A further 61,900 Covid cases were announced today – a jump of 28 per cent on last Tuesday’s 44,017.
Some 212 deaths were also reported today, taking the number of coronavirus victims to at least 162,000.
Yesterday 126,604 new cases were reported. But Monday’s figure will always be higher because it now includes infections from the weekend.
The Government stopped publishing infection and death figures over the weekend a few weeks ago as the outbreak winds down.
But the dashboard suggests a very small uptick in Covid cases since the last week of February.
For weeks, cases had been spiralling.
The daily average dropped by two-thirds, from 100,000 at the end of January to 37,000 per day now.
At the same time, however, the number of PCR Covid tests being carried out has more than halved since mid-January, from almost 400,000 to 170,000 per day.
It came as the Prime Minister ripped up the Covid rulebook and scrapped isolation laws.
Testing supplies will also be cut in less than a month – free PRC and lateral flow tests will be massively scaled back.
Boris Johnson brought the curtain down on months of curbs last month, saying it was now the responsibility of individuals to protect themselves and others.
The best way to protect yourself against the coroanvirus is still to get three doses of a vaccine.
The jabs slash the risk of serious illness and therefore, death. Experts have repeatedly said those most sick people in hospital are unvaccinated.
The Omicron BA.2 strain is now dominant in England, taking over the original BA.1 strain that caused a wave over Christmas.
The Omicron lineage is milder than previous types of Covid, especially in the vaccinated.
But it can spread faster, with BA.2 more likely to jump between household members than BA.1.
It comes as data has shown the number of deaths involving Covid in England and Wales dropped to around half the level seen at the peak of the recent Omicron outbreak.
Some 766 deaths registered in the week ending February 25 mentioned Covid, according to the Office for National Statistics (ONS).
This is down 48 per cent from the 1,484 deaths registered in the week to January 21 – the highest weekly total during the latest wave of the virus.
Deaths during the recent wave remained well below the level reached in the worst week of the second wave of Covid in January 2021 (8,433).
The number of people who died in the worst week of Omicron was the same as the number of people who died on the worst day of the first wave of the virus (1,461).
The figures reflect the success of the vaccination programme, in particular the rollout of booster doses.
Last week it was revealed the Sage group of government science advisers are standing down and will no longer meet to discuss Covid after two years.
The move marks another step back to normality.
The Scientific Advisory Group for Emergencies has been headed by England’s Chief Medical Officer Sir Chris Whitty and UK Chief Scientific Adviser Sir Patrick Vallance.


WORK TASK
Make an exact copy of every entry, leaving the pictures out.

Image-backed grounding data
[Start of Attachment]

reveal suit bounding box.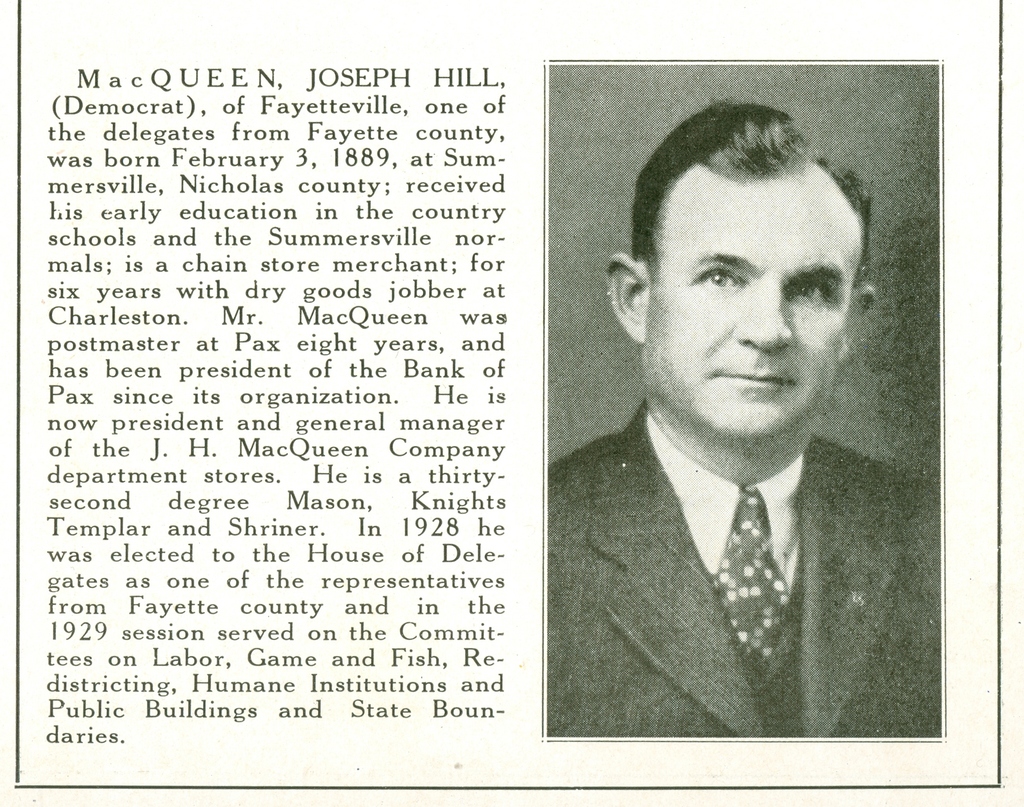
Revealed: <region>551, 281, 907, 735</region>.
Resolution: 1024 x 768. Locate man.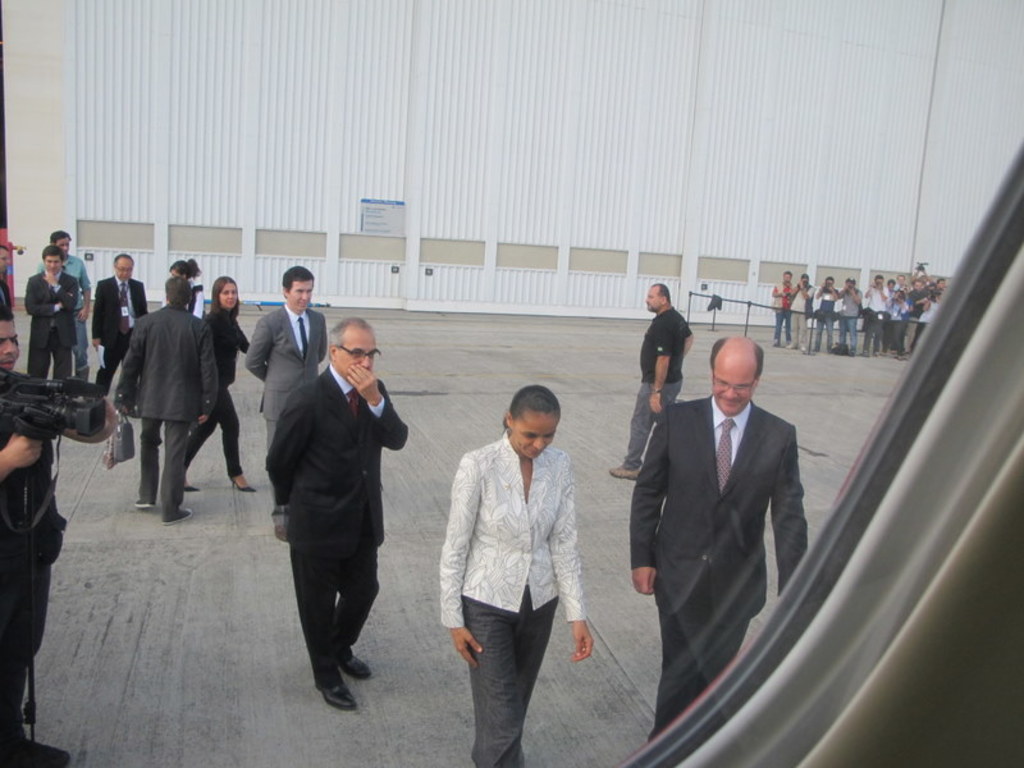
bbox=[0, 307, 70, 767].
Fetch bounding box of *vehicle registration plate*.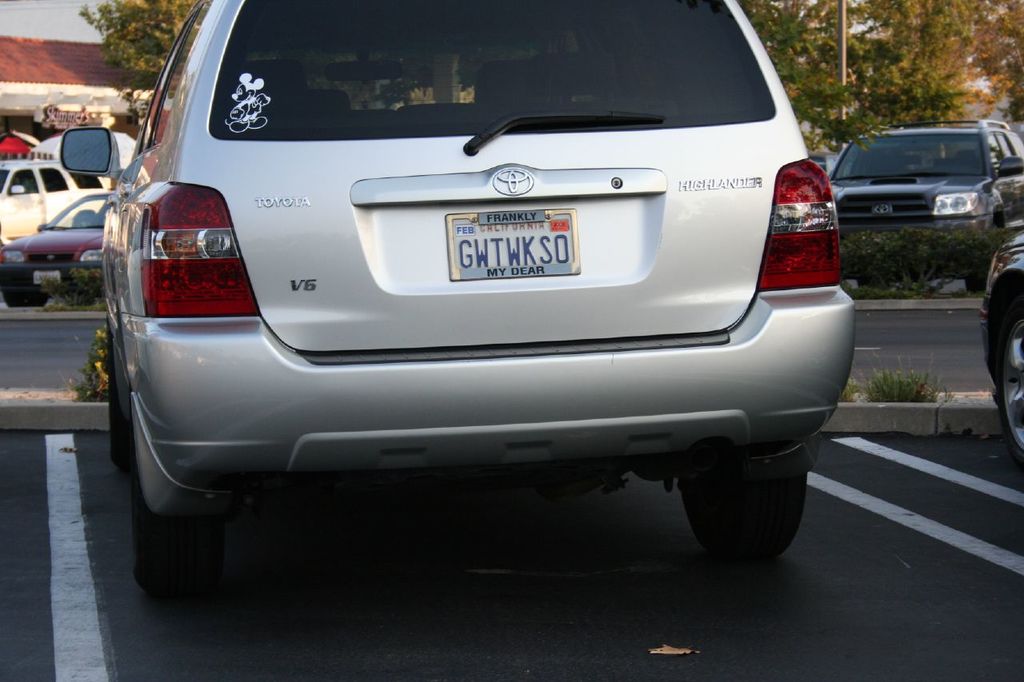
Bbox: crop(33, 269, 61, 286).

[End of Attachment]

RESPONSE AREA
reveal suit bounding box.
Revealed: <region>551, 281, 907, 735</region>.
Resolution: 1024 x 768. Locate man.
bbox=[0, 307, 70, 767].
Fetch bounding box of *vehicle registration plate*.
Bbox: crop(33, 269, 61, 286).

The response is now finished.